Helen Frankenthaler (b. 1928)
Property from a Private Montreal Collector
Helen Frankenthaler (b. 1928)

Point Lookout

Details
Helen Frankenthaler (b. 1928)
Point Lookout
signed 'Frankenthaler' (lower right); titled and dated '"Point Lookout" 1966' (on the stretcher)
acrylic on canvas
69 x 28 in. (175.2 x 71.1 cm.)
Painted in 1966
Provenance
André Emmerich Gallery, New York
Galerie Agnès Lefort, Montreal
Acquired from the above by the present owner, 1971

Lot Essay

Championed by the influential art critic Clement Greenberg in the 1950s and 1960s, Color Field painting developed from the innovations of Abstract Expressionism, but at the same time rejected many of its tenets. By the early 1950s, the artists who followed the lead of gestural painters like de Kooning and Kline were increasingly viewed as derivative and overwrought. Many of the "second generation" Abstract Expressionist painters lacked the authority and imagination of their predecessors and critics began looking elsewhere for new artistic developments.

Greenberg, who had previously promoted artists such as Jackson Pollock, felt the future lay with artists who eschewed the angst-ridden gestural brushstroke in favor of works whose primary concerns were color, often in waves or unmodulated fields, and above all, flatness. In addition to being an influential art critic, Greenberg also curated exhibitions, which made him one of the most powerful figures in the artworld at this time. Greenberg organized a seminal 1954 exhibition for the celebrated Kootz Gallery, marking the first time many of these artists were exhibited together.

Helen Frankenthaler's breakthrough painting Mountains and Sea (1952) provided inspiration for many of the artists who would become Color Field painters. Frankenthaler created her masterpiece by dramatically thinning oil paint until she could apply it like watercolor and stain the canvas rather than using a brush. Her innovative working methods opened up new possibilities for a generation of artists. Each Color Field artist developed their own highly individual visual vocabulary, but for the most part, they all avoided painterly surface and any suggestion of pictorial depth. Greenberg's quote about Morris Louis is applicable to Color Field in general: "The fabric being soaked in paint rather than merely covered by it, becomes paint in itself, color in itself, like dyed cloth; the threadedness and wovenness are in the color" (As quoted in M. Fried, Morris Louis, New York, 1970).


◆ Work request: Reproduce every record below word for word and include no pictures.

Figure dataset records:
((

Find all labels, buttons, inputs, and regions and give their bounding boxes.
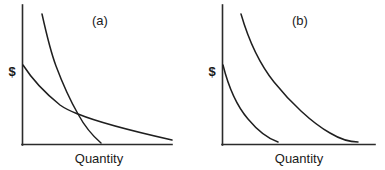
- panel-b-outer-curve: [241, 14, 358, 142]
- panel-b-tag: (b): [292, 13, 308, 28]
- panel-a-shallow-curve: [23, 65, 172, 140]
- panel-b-x-axis-label: Quantity: [275, 151, 324, 166]
- panel-a-steep-curve: [42, 14, 101, 143]
- panel-a-tag: (a): [92, 13, 108, 28]
- panel-a: (a) $ Quantity: [8, 5, 172, 166]
- panel-a-y-axis-label: $: [8, 64, 16, 79]
- panel-b: (b) $ Quantity: [208, 5, 375, 166]
- figure-container: (a) $ Quantity (b) $ Quantity: [0, 0, 385, 170]
- panel-b-y-axis-label: $: [208, 64, 216, 79]
- panel-a-x-axis-label: Quantity: [75, 151, 124, 166]
- two-panel-demand-curve-figure: (a) $ Quantity (b) $ Quantity: [0, 0, 385, 170]
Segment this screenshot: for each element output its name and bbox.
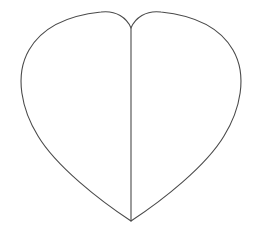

))

◆ The completed task:
Find all labels, buttons, inputs, and regions and give their bounding boxes.
- panel-b-outer-curve: [241, 14, 358, 142]
- panel-b-tag: (b): [292, 13, 308, 28]
- panel-a-shallow-curve: [23, 65, 172, 140]
- panel-b-x-axis-label: Quantity: [275, 151, 324, 166]
- panel-a-steep-curve: [42, 14, 101, 143]
- panel-a-tag: (a): [92, 13, 108, 28]
- panel-a: (a) $ Quantity: [8, 5, 172, 166]
- panel-a-y-axis-label: $: [8, 64, 16, 79]
- panel-b: (b) $ Quantity: [208, 5, 375, 166]
- figure-container: (a) $ Quantity (b) $ Quantity: [0, 0, 385, 170]
- panel-b-y-axis-label: $: [208, 64, 216, 79]
- panel-a-x-axis-label: Quantity: [75, 151, 124, 166]
- two-panel-demand-curve-figure: (a) $ Quantity (b) $ Quantity: [0, 0, 385, 170]
Segment this screenshot: for each element output its name and bbox.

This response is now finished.